The American watch industry that existed a century ago is not coming back. Waltham and Elgin built movements by the million; nothing in the current revival operates at that scale, and nobody involved is pretending otherwise. What has emerged instead is a small population of workshops making a few dozen watches a year to a standard the old factories never attempted. RGM has been at it longest. J.N. Shapiro and Keaton Myrick followed. The newest name to put a serious watch on the table is 1776 Atelier, and it has chosen a loaded occasion to do it.
The Liberty 250, introduced on 10 July, is a 25-piece rose gold watch marking the 250th anniversary of American independence. Given the brand name and the occasion, the restraint of the result is the first surprise. There are no stars and stripes, no red and blue accents. The patriotic content is confined to star-shaped hour markers, an engraved case flank reading WE THE PEOPLE, and a caseback marked LIBERTY 250. Everything else is a straight argument about hand finishing.
The people behind it
1776 Atelier was founded by Jason Lu and Zach Smith, working across Texas and Ohio. Lu came to watchmaking sideways, teaching himself through pocket watch restoration before being mentored by Donat Kornagel of DK Precision and by Philippe Narbel. Smith is WOSTEP-trained, an independent watchmaker and precision machinist based in Ohio. The stated brief is high-end watches made in the United States in small quantities, with in-house movement manufacturing, transparent sourcing and hand finishing.
That last phrase is doing a lot of work in this industry, so it is worth being specific about what the brand actually claims.
The movement
The calibre L250 is built on the gear train and calculations of the Unitas 6498, the hand-wound pocket watch movement that half the independent world uses as a starting point. 1776 Atelier does not hide this. What it claims is that more than 90 percent of the movement is manufactured in-house: main plate, bridges, wheels, screws, balance and regulating components. The primary components are produced from raw American-sourced brass, ground to flatness on restored vintage machines before machining.
The base has been changed where it matters. The stock Etachron regulating system is gone, replaced by a free-sprung balance with four screws recessed into the rim. The beat rate stays at the slow 18,000vph the 6498 architecture implies, with 19 jewels and a 48-hour power reserve.



The finishing, in numbers
There is no solid dial. What sits under the front sapphire is a layered two-piece openworked construction, scalloped, finished in black rhodium and carrying Roman numerals and star-shaped markers, through which the movement is fully visible. It contributes 62 hand-finished internal angles of its own.
The movement adds considerably more. The brand's technical sheet puts the openworked architecture at 222 hand-finished internal angles, though the launch text cites 224; either way 1776 Atelier quotes more than 200 hours of hand craftsmanship per watch.
The techniques listed are hand anglage on all edges, black polishing, solarisation grinding, hand engraving, thermal colouring and hand-finished steelwork, with Geneva stripes and media-blasted surfaces on the reverse. The hands are made in two pieces and are shaped, fitted, polished, riveted and thermally coloured to a plum tone by hand. The screw heads are chamfered and thermally coloured to match. All of it is done on American soil, which is the entire point of the exercise.
The case, and the box
The case is the one component that crosses the Atlantic. It is 18k rose gold, 41mm across, 10.2mm thick and 49.5mm lug to lug, manufactured by RP Uhrgehäuse in Germany to 1776 Atelier's specifications. Polished on top, brushed on the flanks, concave bezel, sapphire on both sides, 50m of water resistance. Outsourcing the case to a German specialist while insisting on domestic movement production is a defensible division of labour for a workshop this size, though it does slightly complicate the made-in-America framing.
Each of the 25 watches ships in a handmade wooden presentation box built by an artisan woodworker in Arizona. Set into every box is a piece of authenticated wood from a beam originally installed in Independence Hall in 1735, which is a better anniversary gesture than another red-white-and-blue dial would have been.
Price and availability
The Liberty 250 is limited to 25 pieces at USD 44,000 excluding taxes, sold direct through 1776atelier.com or through authorised retailers. That is real money, and it puts the watch in a bracket where the buyer is paying for hours of hand work rather than for a complication. Whether 222 angles and 200 hours justify the number is a judgment each collector makes for themselves. What is not in dispute is that a workshop in Texas and Ohio is now producing finishing work that has to be assessed on the same terms as the Swiss and German independents, and that was not true of American watchmaking ten years ago.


# [What you should do]
Every line containing the string "this" is to be copied from the records.
### Given data
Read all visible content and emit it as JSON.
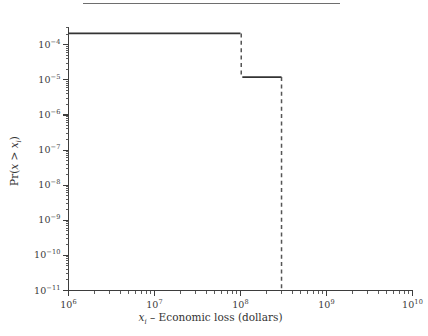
{
  "figure": {
    "top_rule": "horizontal-rule",
    "background_color": "#ffffff",
    "line_color": "#333333",
    "dash_color": "#555555",
    "axis_color": "#3d3d3d"
  },
  "axis_titles": {
    "x_prefix": "x",
    "x_subscript": "i",
    "x_rest": " – Economic loss (dollars)",
    "y_prefix": "Pr(",
    "y_var": "x",
    "y_mid": " > ",
    "y_var2": "x",
    "y_subscript": "i",
    "y_suffix": ")"
  },
  "x_tick_labels": [
    {
      "mantissa": "10",
      "exponent": "6"
    },
    {
      "mantissa": "10",
      "exponent": "7"
    },
    {
      "mantissa": "10",
      "exponent": "8"
    },
    {
      "mantissa": "10",
      "exponent": "9"
    },
    {
      "mantissa": "10",
      "exponent": "10"
    }
  ],
  "y_tick_labels": [
    {
      "mantissa": "10",
      "exponent": "−4"
    },
    {
      "mantissa": "10",
      "exponent": "−5"
    },
    {
      "mantissa": "10",
      "exponent": "−6"
    },
    {
      "mantissa": "10",
      "exponent": "−7"
    },
    {
      "mantissa": "10",
      "exponent": "−8"
    },
    {
      "mantissa": "10",
      "exponent": "−9"
    },
    {
      "mantissa": "10",
      "exponent": "−10"
    },
    {
      "mantissa": "10",
      "exponent": "−11"
    }
  ],
  "chart_data": {
    "type": "line",
    "title": "",
    "subtitle": "",
    "xlabel": "x_i – Economic loss (dollars)",
    "ylabel": "Pr(x > x_i)",
    "xscale": "log",
    "yscale": "log",
    "xlim": [
      1000000.0,
      10000000000.0
    ],
    "ylim": [
      1e-11,
      0.00032
    ],
    "grid": false,
    "legend": null,
    "x_ticks": [
      1000000.0,
      10000000.0,
      100000000.0,
      1000000000.0,
      10000000000.0
    ],
    "x_tick_labels": [
      "10^6",
      "10^7",
      "10^8",
      "10^9",
      "10^10"
    ],
    "y_ticks": [
      0.0001,
      1e-05,
      1e-06,
      1e-07,
      1e-08,
      1e-09,
      1e-10,
      1e-11
    ],
    "y_tick_labels": [
      "10^-4",
      "10^-5",
      "10^-6",
      "10^-7",
      "10^-8",
      "10^-9",
      "10^-10",
      "10^-11"
    ],
    "minor_ticks": true,
    "tick_direction": "out",
    "series": [
      {
        "name": "exceedance probability (step)",
        "style": "solid",
        "points": [
          {
            "x": 1000000.0,
            "y": 0.00021
          },
          {
            "x": 100000000.0,
            "y": 0.00021
          }
        ]
      },
      {
        "name": "exceedance probability (step)",
        "style": "solid",
        "points": [
          {
            "x": 105000000.0,
            "y": 1.2e-05
          },
          {
            "x": 300000000.0,
            "y": 1.2e-05
          }
        ]
      }
    ],
    "drops": [
      {
        "name": "drop-at-1e8",
        "style": "dashed",
        "x": 102000000.0,
        "y_from": 0.00021,
        "y_to": 1.2e-05
      },
      {
        "name": "drop-at-3e8",
        "style": "dashed",
        "x": 300000000.0,
        "y_from": 1.2e-05,
        "y_to": 1e-11
      }
    ]
  }
}
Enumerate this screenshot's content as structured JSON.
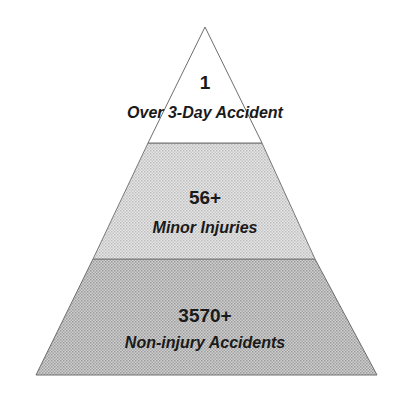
{
  "diagram": {
    "type": "pyramid",
    "tiers": [
      {
        "position": "top",
        "count": "1",
        "label": "Over 3-Day Accident",
        "fill": "#ffffff"
      },
      {
        "position": "middle",
        "count": "56+",
        "label": "Minor Injuries",
        "fill": "#d9d9d9"
      },
      {
        "position": "bottom",
        "count": "3570+",
        "label": "Non-injury Accidents",
        "fill": "#bdbdbd"
      }
    ],
    "colors": {
      "outline": "#6e6e6e",
      "text": "#1a1a1a"
    }
  }
}
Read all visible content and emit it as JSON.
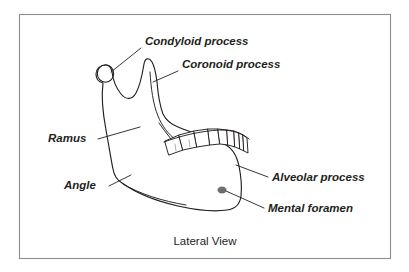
{
  "figure": {
    "title_caption": "Lateral View",
    "frame": {
      "x": 19,
      "y": 14,
      "width": 371,
      "height": 244,
      "border_color": "#8d8d8e"
    },
    "colors": {
      "background": "#ffffff",
      "outline": "#231f20",
      "shading": "#b9b9ba",
      "shading_soft": "#cfcfd0",
      "foramen": "#6e6e70",
      "text": "#231f20"
    },
    "labels": [
      {
        "id": "condyloid-process",
        "text": "Condyloid process",
        "text_x": 145,
        "text_y": 45,
        "anchor": "start",
        "leader": "M 141,48 L 111,72"
      },
      {
        "id": "coronoid-process",
        "text": "Coronoid process",
        "text_x": 182,
        "text_y": 68,
        "anchor": "start",
        "leader": "M 178,71 L 153,82"
      },
      {
        "id": "ramus",
        "text": "Ramus",
        "text_x": 48,
        "text_y": 142,
        "anchor": "start",
        "leader": "M 98,139 L 140,127"
      },
      {
        "id": "angle",
        "text": "Angle",
        "text_x": 64,
        "text_y": 189,
        "anchor": "start",
        "leader": "M 109,186 L 131,175"
      },
      {
        "id": "alveolar-process",
        "text": "Alveolar process",
        "text_x": 272,
        "text_y": 181,
        "anchor": "start",
        "leader": "M 268,177 L 236,165"
      },
      {
        "id": "mental-foramen",
        "text": "Mental foramen",
        "text_x": 268,
        "text_y": 212,
        "anchor": "start",
        "leader": "M 264,208 L 226,191"
      }
    ],
    "caption": {
      "text": "Lateral View",
      "x": 205,
      "y": 245
    },
    "anatomy": {
      "condyle_center_x": 106,
      "condyle_center_y": 72,
      "coronoid_apex_x": 152,
      "coronoid_apex_y": 62,
      "angle_x": 120,
      "angle_y": 176,
      "mental_foramen_x": 222,
      "mental_foramen_y": 190,
      "tooth_count": 9
    }
  }
}
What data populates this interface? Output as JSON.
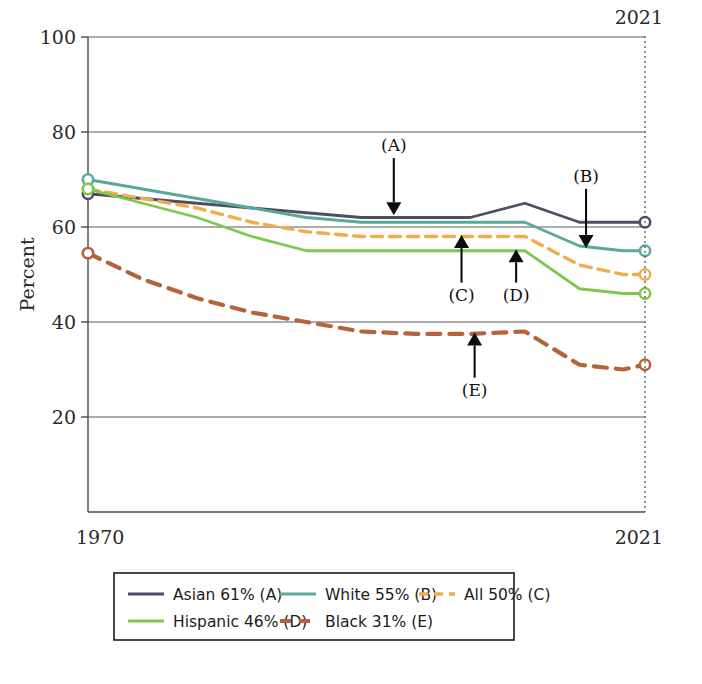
{
  "chart_data": {
    "type": "line",
    "title": "",
    "xlabel": "",
    "ylabel": "Percent",
    "xlim": [
      1970,
      2021
    ],
    "ylim": [
      0,
      100
    ],
    "yticks": [
      20,
      40,
      60,
      80,
      100
    ],
    "xticks": [
      1970,
      2021
    ],
    "xtick_labels": [
      "1970",
      "2021"
    ],
    "ytick_labels": [
      "20",
      "40",
      "60",
      "80",
      "100"
    ],
    "grid": "horizontal",
    "legend_position": "bottom",
    "reference_line": {
      "x": 2021,
      "label": "2021",
      "style": "dashed"
    },
    "x": [
      1970,
      1975,
      1980,
      1985,
      1990,
      1995,
      2000,
      2005,
      2010,
      2015,
      2019,
      2021
    ],
    "series": [
      {
        "name": "Asian",
        "label": "Asian 61% (A)",
        "key": "A",
        "color": "#4c4f63",
        "style": "solid",
        "end_value": 61,
        "values": [
          67,
          66,
          65,
          64,
          63,
          62,
          62,
          62,
          65,
          61,
          61,
          61
        ]
      },
      {
        "name": "White",
        "label": "White 55% (B)",
        "key": "B",
        "color": "#5aa79b",
        "style": "solid",
        "end_value": 55,
        "values": [
          70,
          68,
          66,
          64,
          62,
          61,
          61,
          61,
          61,
          56,
          55,
          55
        ]
      },
      {
        "name": "All",
        "label": "All 50% (C)",
        "key": "C",
        "color": "#f0ad4e",
        "style": "dashed",
        "end_value": 50,
        "values": [
          68,
          66,
          64,
          61,
          59,
          58,
          58,
          58,
          58,
          52,
          50,
          50
        ]
      },
      {
        "name": "Hispanic",
        "label": "Hispanic 46% (D)",
        "key": "D",
        "color": "#7ec850",
        "style": "solid",
        "end_value": 46,
        "values": [
          68,
          65,
          62,
          58,
          55,
          55,
          55,
          55,
          55,
          47,
          46,
          46
        ]
      },
      {
        "name": "Black",
        "label": "Black 31% (E)",
        "key": "E",
        "color": "#b5633a",
        "style": "dashed-bold",
        "end_value": 31,
        "values": [
          54.5,
          49,
          45,
          42,
          40,
          38,
          37.5,
          37.5,
          38,
          31,
          30,
          31
        ]
      }
    ],
    "annotations": [
      {
        "label": "(A)",
        "series": "Asian",
        "direction": "down",
        "x": 1998,
        "tip_y": 62.5,
        "text_x": 1998,
        "text_y": 76
      },
      {
        "label": "(B)",
        "series": "White",
        "direction": "down",
        "x": 2015.6,
        "tip_y": 55.6,
        "text_x": 2015.6,
        "text_y": 69.5
      },
      {
        "label": "(C)",
        "series": "All",
        "direction": "up",
        "x": 2004.2,
        "tip_y": 58.3,
        "text_x": 2004.2,
        "text_y": 44.5
      },
      {
        "label": "(D)",
        "series": "Hispanic",
        "direction": "up",
        "x": 2009.2,
        "tip_y": 55.3,
        "text_x": 2009.2,
        "text_y": 44.5
      },
      {
        "label": "(E)",
        "series": "Black",
        "direction": "up",
        "x": 2005.4,
        "tip_y": 37.8,
        "text_x": 2005.4,
        "text_y": 24.5
      }
    ],
    "legend": {
      "rows": [
        [
          "Asian 61% (A)",
          "White 55% (B)",
          "All 50% (C)"
        ],
        [
          "Hispanic 46% (D)",
          "Black 31% (E)"
        ]
      ]
    }
  }
}
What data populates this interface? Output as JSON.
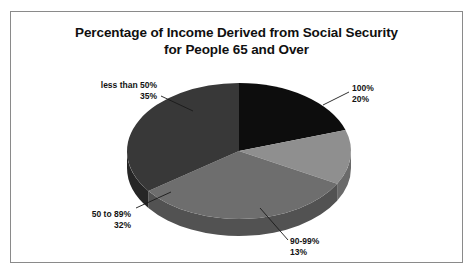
{
  "chart_data": {
    "type": "pie",
    "title": "Percentage of Income Derived from Social Security\nfor People 65 and Over",
    "title_line1": "Percentage of Income Derived from Social Security",
    "title_line2": "for People 65 and Over",
    "xlabel": "",
    "ylabel": "",
    "legend_position": "none",
    "grid": false,
    "three_d": true,
    "units": "percent",
    "categories": [
      "100%",
      "90-99%",
      "50 to 89%",
      "less than 50%"
    ],
    "values": [
      20,
      13,
      32,
      35
    ],
    "slices": [
      {
        "name": "100%",
        "category_label": "100%",
        "value": 20,
        "value_label": "20%",
        "color": "#0d0d0d",
        "side_color": "#000000"
      },
      {
        "name": "90-99%",
        "category_label": "90-99%",
        "value": 13,
        "value_label": "13%",
        "color": "#8f8f8f",
        "side_color": "#6a6a6a"
      },
      {
        "name": "50 to 89%",
        "category_label": "50 to 89%",
        "value": 32,
        "value_label": "32%",
        "color": "#6e6e6e",
        "side_color": "#525252"
      },
      {
        "name": "less than 50%",
        "category_label": "less than 50%",
        "value": 35,
        "value_label": "35%",
        "color": "#383838",
        "side_color": "#262626"
      }
    ],
    "annotations": [
      {
        "text": "less than 50%\n35%",
        "target": "less than 50%"
      },
      {
        "text": "100%\n20%",
        "target": "100%"
      },
      {
        "text": "50 to 89%\n32%",
        "target": "50 to 89%"
      },
      {
        "text": "90-99%\n13%",
        "target": "90-99%"
      }
    ]
  },
  "labels": {
    "less_than_50": "less than 50%\n35%",
    "hundred": "100%\n20%",
    "fifty_to_89": "50 to 89%\n32%",
    "ninety_to_99": "90-99%\n13%"
  },
  "frame": {
    "border_color": "#8a8a8a",
    "background": "#ffffff"
  }
}
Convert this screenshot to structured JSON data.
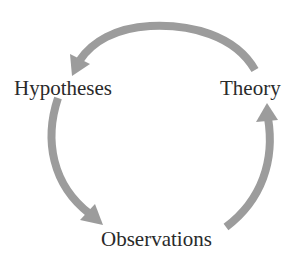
{
  "diagram": {
    "type": "cycle",
    "nodes": [
      {
        "id": "hypotheses",
        "label": "Hypotheses"
      },
      {
        "id": "theory",
        "label": "Theory"
      },
      {
        "id": "observations",
        "label": "Observations"
      }
    ],
    "edges": [
      {
        "from": "theory",
        "to": "hypotheses"
      },
      {
        "from": "hypotheses",
        "to": "observations"
      },
      {
        "from": "observations",
        "to": "theory"
      }
    ],
    "colors": {
      "arrow": "#9a9a9a",
      "text": "#2a2a2a",
      "background": "#ffffff"
    }
  }
}
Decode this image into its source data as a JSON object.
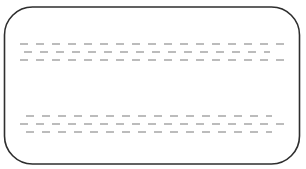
{
  "diagram": {
    "frame": {
      "shape": "rounded-rectangle",
      "x": 4.5,
      "y": 7,
      "width": 295,
      "height": 157,
      "radius": 28,
      "stroke": "#2e2e2e",
      "stroke_width": 1.6,
      "fill": "#ffffff"
    },
    "dash_style": {
      "color": "#7a7a7a",
      "dash_length": 8,
      "gap": 8,
      "stroke_width": 1.1
    },
    "groups": [
      {
        "name": "upper-dashed-lines",
        "rows": [
          {
            "y": 44,
            "x_start": 20,
            "x_end": 288,
            "offset": 0
          },
          {
            "y": 52,
            "x_start": 24,
            "x_end": 270,
            "offset": 0
          },
          {
            "y": 60,
            "x_start": 20,
            "x_end": 284,
            "offset": 0
          }
        ]
      },
      {
        "name": "lower-dashed-lines",
        "rows": [
          {
            "y": 116,
            "x_start": 26,
            "x_end": 272,
            "offset": 0
          },
          {
            "y": 124,
            "x_start": 20,
            "x_end": 286,
            "offset": 0
          },
          {
            "y": 132,
            "x_start": 26,
            "x_end": 272,
            "offset": 0
          }
        ]
      }
    ]
  }
}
######
# [Task answer]
Enumerate this screenshot's content as structured JSON.
What data populates this interface? Output as JSON.
What data populates this interface? Output as JSON.
Convert this screenshot to structured JSON data.
Decode this image into its source data as a JSON object.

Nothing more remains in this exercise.